Germany’s legally mandated sale of 49,858 BTC in 2024 has taken on a different profile after bitcoin’s 2026 correction narrowed the distance between the government’s exit price and spot market levels. The coins, seized from the Movie2K piracy platform and sold across major exchanges, generated $2.89 billion at an average price of $57,900.
At the time, the liquidation was widely criticized as a missed market opportunity, especially after bitcoin rallied sharply in 2025. But for treasuries and compliance officers, the reassessment is more nuanced: the sale reduced sovereign exposure to later drawdowns and volatility, even though it also forfeited upside during the market’s peak.
A Legal Sale, Not a Treasury Trade
The key distinction is that Germany’s divestment was not a discretionary reserve-management decision. It was a statutory liquidation of confiscated property under German law, meaning the timing and structure were shaped by enforcement and disposition rules rather than a market-timing strategy.
The German Government sold 49,858 BTC for $2.89B, at an average price of $57,900.
If Bitcoin drops only SIX PERCENT from here
The BTC price will fall below the German Government’s average sell price. pic.twitter.com/6Ubhnl3sxV
— Arkham (@arkham) June 7, 2026
That procedural reality matters when evaluating the outcome. Authorities completed the sales in 2024 across multiple venues, converting seized crypto into liquid assets for the state and satisfying legal obligations, even as later price action created a headline opportunity-cost debate.
Initial criticism intensified after bitcoin moved above $113,000 and later $123,000 in 2025. Those comparisons suggested large unrealized gains, but they did not change the underlying fact that Germany’s sale was an enforcement-driven disposal rather than a sovereign investment call.
By early June 2026, the picture had shifted. Bitcoin was trading near $62,000, only about 7% above Germany’s average exit price, which materially reduced the notional opportunity cost. A further decline of roughly 6% would have put spot bitcoin at or below the government’s realized sale price.
Volatility Reframes the Policy Lesson
The 2026 decline also changed the tone of the post-sale debate. Analysts at Deutsche Bank described the move as “orderly deleveraging” and a “slow erosion of conviction,” framing the selloff as a market-structure adjustment rather than abrupt systemic stress.
Germany’s outcome contrasts with other sovereign approaches to bitcoin exposure. Some states continued accumulating, one held roughly 6,237 BTC, another sold selectively near peaks while retaining positions, and others either reduced reserves or left holdings unchanged, showing that legal mandates, fiscal needs and policy choices create very different risk profiles.
For public-sector balance sheets, the episode highlights three practical issues. Confiscated crypto converted into cash requires clear public accounting and valuation disclosure; statutory sales can override treasury strategy; and dispersing large blocks across venues may reduce execution risk while still raising market-impact and liquidity-management concerns.
The political narrative has also shifted. A parliamentary proposal to create a national bitcoin reserve has emerged, reframing the earlier criticism and opening a broader debate over whether sovereign balance sheets should include digital assets as a formal reserve-management consideration.
Germany’s 2024 liquidation now reads less like a simple missed trade and more like a case study in enforcement, custody, valuation and disclosure. The core lesson is that crypto disposals driven by law still require treasury-grade risk planning.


WHAT YOU HAVE TO DO: All lines in the records below that hold "grid" are to be shown.

----

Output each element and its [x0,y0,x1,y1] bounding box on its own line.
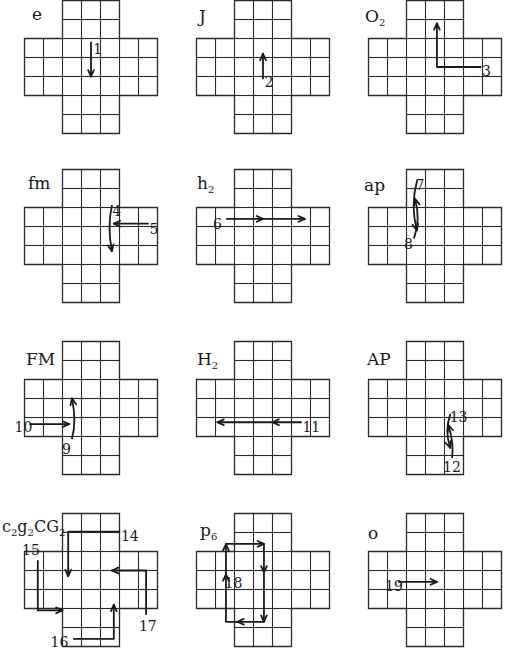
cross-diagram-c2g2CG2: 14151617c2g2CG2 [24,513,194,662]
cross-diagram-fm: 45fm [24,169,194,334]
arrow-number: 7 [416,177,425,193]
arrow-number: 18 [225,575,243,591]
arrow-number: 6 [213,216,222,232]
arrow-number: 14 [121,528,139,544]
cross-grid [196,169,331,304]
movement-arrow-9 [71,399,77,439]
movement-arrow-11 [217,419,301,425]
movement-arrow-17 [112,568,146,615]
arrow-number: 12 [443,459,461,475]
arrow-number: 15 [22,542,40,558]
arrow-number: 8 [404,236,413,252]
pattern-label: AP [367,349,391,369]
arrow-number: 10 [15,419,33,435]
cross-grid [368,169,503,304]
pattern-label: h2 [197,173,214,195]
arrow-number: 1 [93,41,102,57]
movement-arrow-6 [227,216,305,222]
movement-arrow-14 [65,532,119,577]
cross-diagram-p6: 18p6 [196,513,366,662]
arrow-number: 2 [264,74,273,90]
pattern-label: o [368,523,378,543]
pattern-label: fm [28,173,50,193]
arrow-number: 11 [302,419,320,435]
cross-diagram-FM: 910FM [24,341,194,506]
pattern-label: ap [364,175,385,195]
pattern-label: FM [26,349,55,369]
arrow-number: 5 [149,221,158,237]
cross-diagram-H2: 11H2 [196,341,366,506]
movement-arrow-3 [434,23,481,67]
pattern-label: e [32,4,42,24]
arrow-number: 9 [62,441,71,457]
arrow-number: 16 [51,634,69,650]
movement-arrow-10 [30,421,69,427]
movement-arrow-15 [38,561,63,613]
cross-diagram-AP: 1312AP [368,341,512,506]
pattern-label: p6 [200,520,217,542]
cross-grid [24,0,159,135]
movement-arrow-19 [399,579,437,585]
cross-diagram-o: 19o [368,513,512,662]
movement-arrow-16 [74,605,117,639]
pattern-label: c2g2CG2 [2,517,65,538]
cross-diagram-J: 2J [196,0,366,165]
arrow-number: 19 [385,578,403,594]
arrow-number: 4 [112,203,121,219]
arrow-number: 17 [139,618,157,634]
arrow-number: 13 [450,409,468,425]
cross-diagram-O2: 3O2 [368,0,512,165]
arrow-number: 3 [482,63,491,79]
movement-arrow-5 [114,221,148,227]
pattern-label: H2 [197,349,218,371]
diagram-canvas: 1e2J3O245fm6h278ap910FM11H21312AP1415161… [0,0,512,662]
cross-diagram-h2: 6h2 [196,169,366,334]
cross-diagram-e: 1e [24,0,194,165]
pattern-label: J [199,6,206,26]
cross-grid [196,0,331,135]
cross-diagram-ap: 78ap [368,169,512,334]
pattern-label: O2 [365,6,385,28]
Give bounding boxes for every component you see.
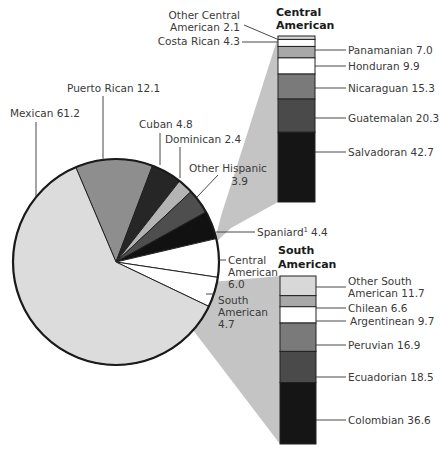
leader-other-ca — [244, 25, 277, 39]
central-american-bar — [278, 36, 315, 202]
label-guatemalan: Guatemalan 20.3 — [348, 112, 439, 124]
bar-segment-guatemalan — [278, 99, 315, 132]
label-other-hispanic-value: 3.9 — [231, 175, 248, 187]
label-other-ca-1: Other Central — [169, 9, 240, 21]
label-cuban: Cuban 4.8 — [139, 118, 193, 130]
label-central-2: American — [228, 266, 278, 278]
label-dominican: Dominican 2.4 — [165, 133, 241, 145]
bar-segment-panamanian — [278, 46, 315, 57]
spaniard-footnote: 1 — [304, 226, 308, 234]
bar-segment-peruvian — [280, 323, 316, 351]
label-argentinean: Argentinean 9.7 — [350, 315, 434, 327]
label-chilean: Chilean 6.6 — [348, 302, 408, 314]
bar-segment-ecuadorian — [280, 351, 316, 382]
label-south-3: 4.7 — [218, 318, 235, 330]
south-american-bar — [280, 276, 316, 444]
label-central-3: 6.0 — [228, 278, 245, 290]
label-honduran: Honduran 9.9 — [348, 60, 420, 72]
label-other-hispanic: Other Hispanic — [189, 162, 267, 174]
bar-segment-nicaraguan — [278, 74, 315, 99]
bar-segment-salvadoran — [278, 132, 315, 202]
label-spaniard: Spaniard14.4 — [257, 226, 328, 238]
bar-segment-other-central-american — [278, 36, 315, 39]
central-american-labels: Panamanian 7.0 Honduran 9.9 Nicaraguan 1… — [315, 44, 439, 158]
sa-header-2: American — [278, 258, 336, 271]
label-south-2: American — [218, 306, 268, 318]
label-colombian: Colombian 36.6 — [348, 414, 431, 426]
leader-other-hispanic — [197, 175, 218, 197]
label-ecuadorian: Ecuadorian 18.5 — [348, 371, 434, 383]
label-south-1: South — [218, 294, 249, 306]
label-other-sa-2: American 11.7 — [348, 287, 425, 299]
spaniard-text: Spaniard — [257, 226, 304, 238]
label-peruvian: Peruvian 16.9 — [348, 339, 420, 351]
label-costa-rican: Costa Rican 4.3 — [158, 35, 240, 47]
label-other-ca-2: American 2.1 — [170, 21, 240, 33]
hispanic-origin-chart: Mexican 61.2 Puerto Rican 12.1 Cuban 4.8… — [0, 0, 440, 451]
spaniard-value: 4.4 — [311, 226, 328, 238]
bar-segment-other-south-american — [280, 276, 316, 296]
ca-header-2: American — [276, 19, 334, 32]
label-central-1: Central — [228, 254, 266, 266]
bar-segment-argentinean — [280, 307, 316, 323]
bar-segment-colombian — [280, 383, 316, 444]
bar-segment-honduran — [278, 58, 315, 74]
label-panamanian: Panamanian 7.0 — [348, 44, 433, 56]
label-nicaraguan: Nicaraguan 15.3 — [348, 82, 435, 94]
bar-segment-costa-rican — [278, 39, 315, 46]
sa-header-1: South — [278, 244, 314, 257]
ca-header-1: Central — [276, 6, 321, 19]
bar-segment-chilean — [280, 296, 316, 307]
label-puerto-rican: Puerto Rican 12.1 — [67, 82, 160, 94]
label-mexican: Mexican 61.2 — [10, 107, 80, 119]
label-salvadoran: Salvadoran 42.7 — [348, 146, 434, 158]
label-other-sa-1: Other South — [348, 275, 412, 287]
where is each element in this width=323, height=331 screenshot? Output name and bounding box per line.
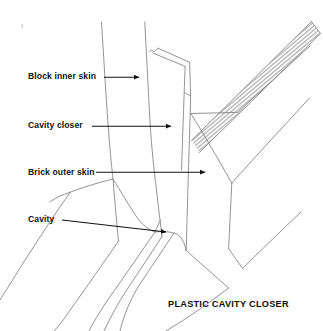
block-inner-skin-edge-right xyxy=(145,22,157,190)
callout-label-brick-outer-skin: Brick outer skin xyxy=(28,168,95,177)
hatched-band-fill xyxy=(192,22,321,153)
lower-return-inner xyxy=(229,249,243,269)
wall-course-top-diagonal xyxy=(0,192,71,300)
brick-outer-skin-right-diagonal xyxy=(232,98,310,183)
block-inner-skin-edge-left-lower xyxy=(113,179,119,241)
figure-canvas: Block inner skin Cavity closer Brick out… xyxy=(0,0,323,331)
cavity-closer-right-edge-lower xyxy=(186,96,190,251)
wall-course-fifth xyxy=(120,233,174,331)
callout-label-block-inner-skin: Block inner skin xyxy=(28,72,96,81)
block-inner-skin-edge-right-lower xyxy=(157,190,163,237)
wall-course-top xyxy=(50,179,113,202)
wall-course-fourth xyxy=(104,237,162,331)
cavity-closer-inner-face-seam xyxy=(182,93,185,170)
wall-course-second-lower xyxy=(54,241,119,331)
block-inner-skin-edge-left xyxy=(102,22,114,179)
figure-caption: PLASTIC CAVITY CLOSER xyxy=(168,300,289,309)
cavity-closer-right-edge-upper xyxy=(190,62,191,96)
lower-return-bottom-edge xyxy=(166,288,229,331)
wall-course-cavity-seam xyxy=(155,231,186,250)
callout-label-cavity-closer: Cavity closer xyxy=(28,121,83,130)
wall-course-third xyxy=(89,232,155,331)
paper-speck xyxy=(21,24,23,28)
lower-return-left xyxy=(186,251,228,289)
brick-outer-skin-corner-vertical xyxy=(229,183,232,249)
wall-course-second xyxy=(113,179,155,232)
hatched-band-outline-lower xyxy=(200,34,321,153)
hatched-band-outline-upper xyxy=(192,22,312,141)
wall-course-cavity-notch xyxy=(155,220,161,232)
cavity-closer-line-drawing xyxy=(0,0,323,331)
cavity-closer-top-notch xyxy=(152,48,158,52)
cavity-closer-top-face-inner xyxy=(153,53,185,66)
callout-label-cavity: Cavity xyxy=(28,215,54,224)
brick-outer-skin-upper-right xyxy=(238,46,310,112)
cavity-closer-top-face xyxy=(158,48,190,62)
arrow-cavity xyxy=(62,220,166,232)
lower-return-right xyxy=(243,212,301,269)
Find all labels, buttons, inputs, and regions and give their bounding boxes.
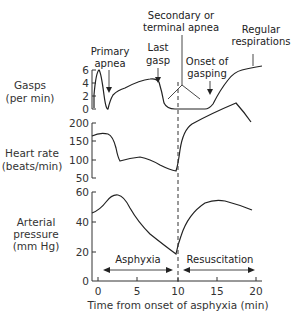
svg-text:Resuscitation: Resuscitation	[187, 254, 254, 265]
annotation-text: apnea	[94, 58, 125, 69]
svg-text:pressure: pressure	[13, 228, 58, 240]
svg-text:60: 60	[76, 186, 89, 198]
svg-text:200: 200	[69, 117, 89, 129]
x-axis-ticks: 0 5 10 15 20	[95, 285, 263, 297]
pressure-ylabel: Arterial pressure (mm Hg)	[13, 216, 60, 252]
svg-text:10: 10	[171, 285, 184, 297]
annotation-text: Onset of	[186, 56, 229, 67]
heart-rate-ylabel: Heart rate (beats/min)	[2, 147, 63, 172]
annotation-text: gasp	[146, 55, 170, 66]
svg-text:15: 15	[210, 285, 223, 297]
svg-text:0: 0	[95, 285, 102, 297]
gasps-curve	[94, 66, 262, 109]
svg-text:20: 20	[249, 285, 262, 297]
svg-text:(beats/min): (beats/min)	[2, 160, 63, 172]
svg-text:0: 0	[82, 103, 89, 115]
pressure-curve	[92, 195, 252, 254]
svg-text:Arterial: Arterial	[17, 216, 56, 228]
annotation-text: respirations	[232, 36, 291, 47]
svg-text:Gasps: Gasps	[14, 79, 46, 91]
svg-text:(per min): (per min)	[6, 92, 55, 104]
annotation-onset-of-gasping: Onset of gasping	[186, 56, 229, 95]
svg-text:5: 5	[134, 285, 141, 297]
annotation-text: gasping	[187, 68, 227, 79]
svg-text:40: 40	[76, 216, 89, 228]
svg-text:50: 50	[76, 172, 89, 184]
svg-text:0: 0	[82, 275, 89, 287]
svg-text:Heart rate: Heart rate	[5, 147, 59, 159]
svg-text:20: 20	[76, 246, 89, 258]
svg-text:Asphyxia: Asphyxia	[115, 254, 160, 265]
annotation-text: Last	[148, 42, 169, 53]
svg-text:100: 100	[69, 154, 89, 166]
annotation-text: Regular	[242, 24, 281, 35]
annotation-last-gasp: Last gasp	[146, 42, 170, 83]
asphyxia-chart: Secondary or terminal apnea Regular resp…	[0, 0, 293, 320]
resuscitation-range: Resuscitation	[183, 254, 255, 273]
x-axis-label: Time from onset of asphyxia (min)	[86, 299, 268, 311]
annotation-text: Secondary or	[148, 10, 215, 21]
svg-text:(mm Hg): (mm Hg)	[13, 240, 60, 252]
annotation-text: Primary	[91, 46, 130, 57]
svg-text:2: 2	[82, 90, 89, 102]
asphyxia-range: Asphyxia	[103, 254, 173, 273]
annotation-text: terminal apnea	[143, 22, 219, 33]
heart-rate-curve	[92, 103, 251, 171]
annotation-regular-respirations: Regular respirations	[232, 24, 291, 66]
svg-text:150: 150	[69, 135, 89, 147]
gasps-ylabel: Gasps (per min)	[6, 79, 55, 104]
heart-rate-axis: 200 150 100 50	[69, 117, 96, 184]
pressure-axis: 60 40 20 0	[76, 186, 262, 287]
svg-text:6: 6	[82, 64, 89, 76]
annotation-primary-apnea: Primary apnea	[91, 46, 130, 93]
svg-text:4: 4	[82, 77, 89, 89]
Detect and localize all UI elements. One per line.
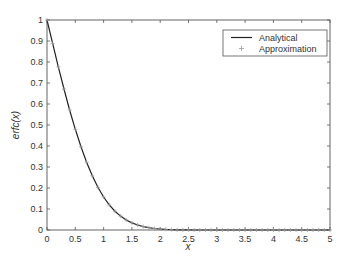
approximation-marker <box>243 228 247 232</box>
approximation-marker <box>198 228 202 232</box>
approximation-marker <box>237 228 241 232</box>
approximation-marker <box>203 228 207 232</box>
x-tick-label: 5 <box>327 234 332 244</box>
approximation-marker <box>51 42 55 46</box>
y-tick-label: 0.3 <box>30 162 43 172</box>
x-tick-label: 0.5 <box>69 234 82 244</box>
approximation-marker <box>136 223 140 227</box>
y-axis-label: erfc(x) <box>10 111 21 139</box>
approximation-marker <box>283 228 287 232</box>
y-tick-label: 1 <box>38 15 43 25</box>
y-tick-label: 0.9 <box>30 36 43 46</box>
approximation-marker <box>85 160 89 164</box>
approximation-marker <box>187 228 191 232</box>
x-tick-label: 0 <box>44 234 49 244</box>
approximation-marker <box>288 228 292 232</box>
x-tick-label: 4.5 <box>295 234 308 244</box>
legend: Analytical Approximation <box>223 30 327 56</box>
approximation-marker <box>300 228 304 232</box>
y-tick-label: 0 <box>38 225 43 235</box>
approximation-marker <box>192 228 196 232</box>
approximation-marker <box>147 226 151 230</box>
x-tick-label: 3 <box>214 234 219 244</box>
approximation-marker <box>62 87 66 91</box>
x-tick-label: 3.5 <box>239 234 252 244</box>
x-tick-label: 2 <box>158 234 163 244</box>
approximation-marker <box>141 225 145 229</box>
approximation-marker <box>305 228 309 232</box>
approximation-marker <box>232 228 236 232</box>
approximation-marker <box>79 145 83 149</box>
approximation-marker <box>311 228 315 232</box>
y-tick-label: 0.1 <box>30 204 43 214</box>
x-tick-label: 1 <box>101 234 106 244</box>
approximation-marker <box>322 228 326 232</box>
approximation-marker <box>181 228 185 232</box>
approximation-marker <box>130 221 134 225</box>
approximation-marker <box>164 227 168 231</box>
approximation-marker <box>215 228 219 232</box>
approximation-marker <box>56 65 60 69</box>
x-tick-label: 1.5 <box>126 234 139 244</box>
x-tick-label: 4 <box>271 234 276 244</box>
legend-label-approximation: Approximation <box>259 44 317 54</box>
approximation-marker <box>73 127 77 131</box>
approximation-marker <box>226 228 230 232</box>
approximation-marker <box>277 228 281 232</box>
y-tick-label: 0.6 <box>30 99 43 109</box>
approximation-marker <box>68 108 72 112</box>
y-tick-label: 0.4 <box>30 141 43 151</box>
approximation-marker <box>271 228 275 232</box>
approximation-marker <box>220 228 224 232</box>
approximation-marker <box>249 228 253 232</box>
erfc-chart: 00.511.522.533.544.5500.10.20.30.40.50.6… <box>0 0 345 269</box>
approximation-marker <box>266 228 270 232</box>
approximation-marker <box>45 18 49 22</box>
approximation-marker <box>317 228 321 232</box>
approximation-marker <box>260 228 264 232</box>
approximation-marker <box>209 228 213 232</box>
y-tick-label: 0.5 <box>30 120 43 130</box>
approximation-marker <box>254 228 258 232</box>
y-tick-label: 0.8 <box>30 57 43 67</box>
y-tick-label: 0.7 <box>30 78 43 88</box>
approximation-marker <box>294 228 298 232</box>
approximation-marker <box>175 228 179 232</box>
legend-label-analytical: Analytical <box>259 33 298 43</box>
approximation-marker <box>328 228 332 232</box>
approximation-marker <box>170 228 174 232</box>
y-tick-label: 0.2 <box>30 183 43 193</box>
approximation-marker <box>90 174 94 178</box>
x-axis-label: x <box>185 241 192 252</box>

----

OUTPUT FOR THIS EXERCISE:
cross-grid [196,169,331,304]
cross-grid [368,169,503,304]
cross-grid [24,0,159,135]
cross-grid [196,0,331,135]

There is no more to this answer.